Client: Ally Bank x NASCAR
Project: Pride Event Merchandise
Theme: Racing into Pride
For Pride Month, I created merchandise for Ally Bank’s NASCAR Pride event, bringing together the speed and excitement of racing with the inclusivity and celebration of LGBTQ+ Pride. The challenge was to design something that felt authentic to NASCAR’s culture while boldly representing the diversity of the LGBTQ+ community.
The design featured a checkered rainbow flag as the central backdrop, symbolizing the fusion of racing tradition with Pride. In the foreground, the Ally Bank race car took center stage, surrounded by a pit crew in action. Each crew member’s jumpsuit displayed a different LGBTQ+ flag, highlighting the many identities within the community. Together, the pit crew acted as a visual metaphor for allyship — working as a team to keep the car moving forward, just as allies support and uplift the LGBTQ+ community.
The result was a vibrant, high-energy design that merged NASCAR’s competitive spirit with Pride’s message of unity, progress, and visibility.
Client: SHEIN X
Project: 10-Piece Collection
Theme: Spring/Summer
For the SHEIN X program, I designed a 10-piece Spring/Summer collection that pushed beyond typical seasonal trends, combining bold aesthetics with cultural commentary. The collection leaned into vibrant colors paired with the rougher side of old-money Americana, reinterpreted through a playful yet disruptive lens.

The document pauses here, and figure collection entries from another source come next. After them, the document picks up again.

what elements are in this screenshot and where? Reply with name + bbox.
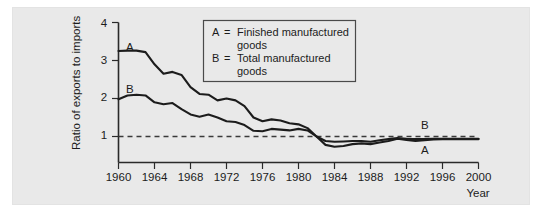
x-tick-label-1972: 1972 (214, 171, 240, 183)
curve-label-a-left: A (126, 41, 134, 53)
figure-root: Ratio of exports to imports 4 3 2 1 1960… (0, 0, 543, 213)
x-tick-label-1996: 1996 (430, 171, 456, 183)
x-tick-label-1964: 1964 (142, 171, 168, 183)
y-tick-label-1: 1 (101, 129, 107, 141)
x-tick-label-1968: 1968 (178, 171, 204, 183)
y-tick-label-3: 3 (101, 54, 107, 66)
legend-eq-b: = (224, 52, 230, 64)
legend-eq-a: = (224, 26, 230, 38)
x-tick-label-1988: 1988 (358, 171, 384, 183)
x-tick-label-1992: 1992 (394, 171, 420, 183)
legend-key-b: B (212, 52, 219, 64)
curve-label-a-right: A (421, 144, 429, 156)
y-tick-label-4: 4 (101, 17, 108, 29)
x-tick-label-1976: 1976 (250, 171, 276, 183)
legend-label-b-line1: Total manufactured (237, 52, 331, 64)
y-axis-title: Ratio of exports to imports (70, 16, 82, 150)
ratio-exports-imports-chart: Ratio of exports to imports 4 3 2 1 1960… (0, 0, 543, 213)
y-tick-label-2: 2 (101, 91, 107, 103)
legend-label-a-line2: goods (237, 39, 267, 51)
legend-label-a-line1: Finished manufactured (237, 26, 349, 38)
legend-key-a: A (212, 26, 220, 38)
x-tick-label-1980: 1980 (286, 171, 312, 183)
x-tick-label-2000: 2000 (466, 171, 492, 183)
legend-label-b-line2: goods (237, 65, 267, 77)
x-axis-title: Year (466, 187, 489, 199)
x-tick-label-1984: 1984 (322, 171, 348, 183)
curve-label-b-right: B (421, 119, 429, 131)
x-tick-label-1960: 1960 (106, 171, 132, 183)
curve-label-b-left: B (126, 83, 134, 95)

Key pieces incorporated intentional misspellings and apocalyptic motifs, creating a tension between tradition and collapse — a nod to both heritage style and the fractured state of modern culture. The result was a collection that felt familiar yet subversive: preppy silhouettes and Americana codes twisted into something raw, irreverent, and undeniably current.
This project emphasized my ability to balance trend-driven commercial design with conceptual storytelling, creating pieces that stood out in both wearability and narrative depth.

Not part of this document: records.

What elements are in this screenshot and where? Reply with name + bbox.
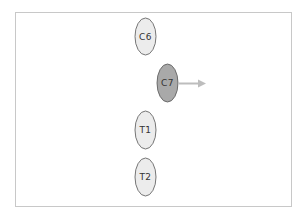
vertebra-c6-label: C6 [139, 32, 152, 42]
vertebra-t1-label: T1 [138, 125, 151, 135]
vertebra-t2: T2 [135, 158, 156, 196]
displacement-arrow [179, 80, 206, 88]
vertebra-c7: C7 [157, 64, 178, 102]
arrow-right-icon [198, 80, 206, 88]
vertebra-t1: T1 [135, 111, 156, 149]
vertebra-c6: C6 [135, 18, 156, 55]
vertebra-t2-label: T2 [138, 172, 151, 182]
vertebra-c7-label: C7 [161, 78, 174, 88]
spine-diagram: C6 C7 T1 T2 [0, 0, 305, 219]
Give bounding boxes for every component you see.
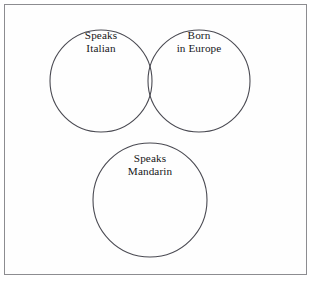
label-speaks-italian-line-2: Italian [85, 42, 117, 55]
label-born-in-europe-line-2: in Europe [177, 42, 222, 55]
label-speaks-mandarin-line-1: Speaks [128, 152, 172, 165]
label-born-in-europe-line-1: Born [177, 29, 222, 42]
label-speaks-italian-line-1: Speaks [85, 29, 117, 42]
venn-diagram-screenshot: Speaks Italian Born in Europe Speaks Man… [0, 0, 315, 283]
label-born-in-europe: Born in Europe [177, 29, 222, 54]
venn-diagram-canvas [0, 0, 315, 283]
label-speaks-italian: Speaks Italian [85, 29, 117, 54]
label-speaks-mandarin: Speaks Mandarin [128, 152, 172, 177]
label-speaks-mandarin-line-2: Mandarin [128, 165, 172, 178]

Client: Art & Type Magazine
Project: Zine Print Contribution
Theme: Where Do You Call Home
I was invited to create an original art piece for Art & Type Magazine’s zine centered on the theme “Where Do You Call Home.” My work explored the layered, often fluid nature of belonging — using visual storytelling to capture how “home” can be both a physical place and an emotional state.
Through a mix of bold typography and illustrative elements, the piece reflected on the tension between nostalgia and movement, permanence and change. The result was an artwork that resonated with the zine’s ethos: home as a concept that’s deeply personal, multifaceted, and ever-evolving.
Client / Event: The Chocolate and Art Show
Location: Lofty Spaces, Dallas, TX
Project: Group Exhibition
I exhibited multiple bodies of work at The Chocolate and Art Show in Dallas, showcasing pieces from two ongoing series that explore femininity, humor, and pop culture through a vibrant, stylized lens.
The first body of work featured my colorful yet monochromatic nude series, focusing on form, tone, and emotion through saturated palettes that celebrate the human body with both boldness and restraint. The second, from my Snack Babes collection, took a more playful, fashion-inspired approach — featuring stylized female figures whose “heads” were transformed into iconic snacks like Hot Cheetos and other junk-food staples.
Together, the pieces explored consumption, identity, and desire — blending sensuality with satire. The juxtaposition of high-fashion poses and snack imagery created a commentary on beauty culture, indulgence, and the ways we brand ourselves.